The Tamil Nadu chief minister, Edappadi Palaniswami, has a lot to answer for not merely in terms of the in-house turmoil within the AIADMK, but in the sphere of the arts and culture no less. In the season of international film festivals ~ Mumbai in October followed by Kolkata and Goa in November ~ cinema deserved better in southern India not the least because of its crop of talented film-makers, not to forget the remarkable degree of appreciation. Not so in Chennai, however.
The state capital bore witness to unbridled vandalism last Friday, unleashed by the stormtroopers of the ruling party, a violation of the rule of law that was tacitly condoned by the state government. Trashed in the process were the lofty concepts of free speech and expression in the arts, recalling the predicament of Parzania, which had documented the Godhra pogrom of 2002 and was shot during the heyday of Narendra Modi as Chief Minister.
From Gujarat to Tamil Nadu, the party and government can be on the same wavelength when driven by the “compulsion” to suppress dissent in a democracy. Whether a state is under the Bharatiya Janata Party or the All-India Anna DMK, the line that separates statecraft from the arts gets increasingly blurred. It bears recall that the premiere of Aamir Khan’s Faana was scuttled because of his participation in the Narmada Bachao Andolan march.

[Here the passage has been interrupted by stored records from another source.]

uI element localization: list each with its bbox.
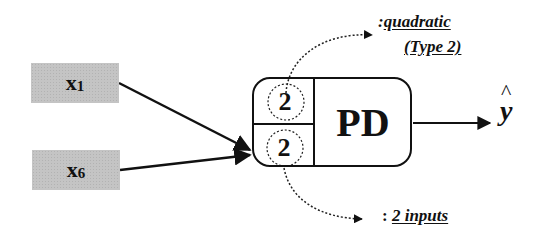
input-node-x1: x1: [31, 63, 119, 103]
annotation-bottom-colon: :: [382, 206, 392, 225]
annotation-top-line2-wrap: (Type 2): [404, 37, 461, 57]
annotation-top-line2: (Type 2): [404, 37, 461, 56]
annotation-top-line1: quadratic: [384, 12, 451, 31]
annotation-top: :quadratic: [378, 12, 451, 32]
annotation-bottom-text: 2 inputs: [392, 206, 448, 225]
output-y-hat: ^ y: [500, 95, 512, 127]
annotation-arrow-bottom: [284, 168, 362, 219]
pd-label: PD: [314, 77, 412, 167]
input-var: x: [67, 157, 78, 183]
input-subscript: 6: [78, 165, 86, 182]
input-subscript: 1: [77, 78, 85, 95]
annotation-bottom: : 2 inputs: [382, 206, 448, 226]
input-var: x: [66, 70, 77, 96]
input-node-x6: x6: [32, 150, 120, 190]
node-inputs-value: 2: [253, 125, 315, 171]
node-type-value: 2: [254, 79, 316, 125]
edge-x6-to-node: [120, 155, 250, 170]
hat-symbol: ^: [501, 79, 511, 105]
edge-x1-to-node: [119, 83, 250, 150]
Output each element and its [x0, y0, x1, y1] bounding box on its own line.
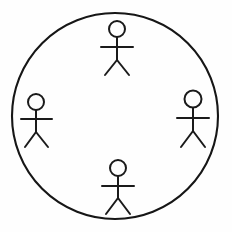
figure-right-leg-right — [193, 131, 205, 147]
boundary-circle — [12, 13, 218, 219]
figure-right-leg-left — [181, 131, 193, 147]
figure-left — [21, 94, 52, 147]
stick-figure-circle-diagram — [0, 0, 232, 232]
figure-left-leg-right — [36, 132, 48, 147]
diagram-canvas — [0, 0, 232, 232]
figure-left-leg-left — [25, 132, 36, 147]
figure-right — [177, 91, 209, 148]
figure-bottom-leg-left — [106, 198, 118, 214]
figure-left-head-icon — [28, 94, 44, 110]
figure-top-leg-right — [117, 60, 129, 75]
figure-right-head-icon — [185, 91, 202, 108]
figure-top-leg-left — [105, 60, 117, 75]
figure-top — [101, 21, 133, 75]
figure-bottom-leg-right — [118, 198, 130, 214]
figure-bottom — [102, 160, 134, 214]
figure-top-head-icon — [109, 21, 125, 37]
figure-bottom-head-icon — [110, 160, 126, 176]
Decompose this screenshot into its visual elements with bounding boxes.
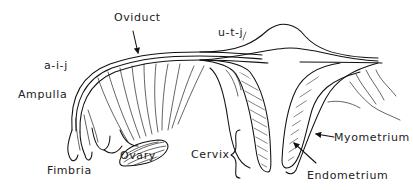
fimbria xyxy=(68,110,110,161)
label-endometrium: Endometrium xyxy=(307,170,388,182)
reproductive-tract-diagram: Oviduct a-i-j u-t-j Ampulla Fimbria Ovar… xyxy=(0,0,413,190)
mesosalpinx-folds xyxy=(98,64,204,153)
cervix-brace xyxy=(231,130,240,178)
uterus-right-horn xyxy=(282,63,400,174)
label-ampulla: Ampulla xyxy=(18,89,67,101)
label-fimbria: Fimbria xyxy=(47,165,92,177)
label-cervix: Cervix xyxy=(191,149,230,161)
label-utj: u-t-j xyxy=(218,27,243,39)
myometrium-pointer xyxy=(316,134,334,137)
label-aij: a-i-j xyxy=(44,60,68,72)
label-ovary: Ovary xyxy=(120,150,156,162)
label-oviduct: Oviduct xyxy=(114,12,161,24)
label-myometrium: Myometrium xyxy=(334,132,410,144)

The distressing reality must be that the arts have suffered at the altar of the ruling party’s ideology, preferences and prejudices. So indeed it was in Chennai on Friday. The politician might score a spurious victory, but the potent medium of the cinema is the loser. In the film, Sarkar, directed by AS Murugadoss and one that convulsed Chennai on the day of its release, no fewer than four sequences were bowdlerised under considerable pressure that was mounted by the AIADMK and its government.
The party, with sycophancy as its hallmark, is aggrieved over the portrayal of reality on celluloid, chiefly the distribution of freebies during the Jayalalitha regime ~ arguably the major determinant of the string of electoral victories. Nay more, the party has even alleged that Sarkar has projected her in “a bad light”. Sad to reflect, the spurious censors of the AIADMK brigade have had their way.
The attitude of the establishment renders the role of the Central Board of Film Certification almost irrelevant, even redundant. Given its thematic content, Sarkar cannot possibly be a money-spinner at the box-office, starring Page 3 characters as the credits flit across the screen.
At stake is the freedom of creative expression and aesthetics, that must be kept out of the tangled skein of politics, faith, and state intervention. Cinema, much like social science disciplines, is open to subjective reflection. This is at the core of film appreciation that cadres, cutting across party lines, must accept. Cinema is never crafted for the cans.